Since the first Eliza Grey novel several years ago, her fandom just keeps growing. So now, Lucy feels like she is on a treadmill, having to write a book a year for her fans and her publisher. Her husband, Dan, also a writer, has become a part of the Eliza Grey universe as well, working as Lucy’s manager and personal assistant, to keep the bills paid, the refrigerator full, and making sure his wife has everything she needs to keep writing.
Lucy, however, is exhausted. The book-every-year schedule has turned into a grind, leaving her bone-weary. Her writing schedule doesn’t leave her much time building friendships, so she feels isolated, Dan and Eliza being her only friends. So when Dan starts making decisions that Lucy questions or says something she thinks is unkind, she’s uncertain if she can trust her own thoughts.
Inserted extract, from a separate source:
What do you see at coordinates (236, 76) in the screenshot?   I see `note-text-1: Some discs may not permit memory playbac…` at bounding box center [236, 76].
Maybe she’s just being overly sensitive, she wonders. I should be grateful for his help, she thinks.
But then he buys a house without talking to her. A house that’s close to where she grew up. Too close. And she’s flooded with emotions from when she was nine and her younger brother Teddy was three, and they went into the woods together late at night. She made it home shortly before dawn. Teddy never did. Lucy doesn’t remember everything that happened that night, but her best friend, her imaginary friend Eliza, may know more than she’s saying.
And then blood spots appear in the entryway to the house. Large spots, which Lucy scrubs away without telling anyone. Then Dan goes missing. His car, his beloved Jaguar bought with Lucy’s royalties, shows up abandoned and burned. And then all eyes turn toward Lucy. Could she be a killer, in those moments she spends between imagination and reality? Is it possible she’s killed again?
Gilly Macmillan’s explosive new thriller To Tell You the Truth is a compelling thriller that exposes our vulnerabilities as humans. Lack of sleep, lack of human interaction, poor nutrition, too much time spent working—all of these can make anyone feel a little crazy. They can make you feel like you’re not sure what’s real. They can make you question yourself, your family, your friends. And Macmillan uses that to perfection.
I got sucked in to To Tell You the Truth from almost the first page. Maybe this says a little too much about me and some of the jobs I’ve had, but I immediately felt for Lucy, understanding that felling of too much work and not enough self-care. And I just wanted to know more about her, to see where her story was going, to make sure she was okay in the end. I raced through this book, loving every page. Every. Page.
I highly recommend this one to anyone who loves a good thriller and needs something engrossing to get lost it for a while!
Egalleys for To Tell You the Truth were provided by William Morrow through NetGalley, with many thanks.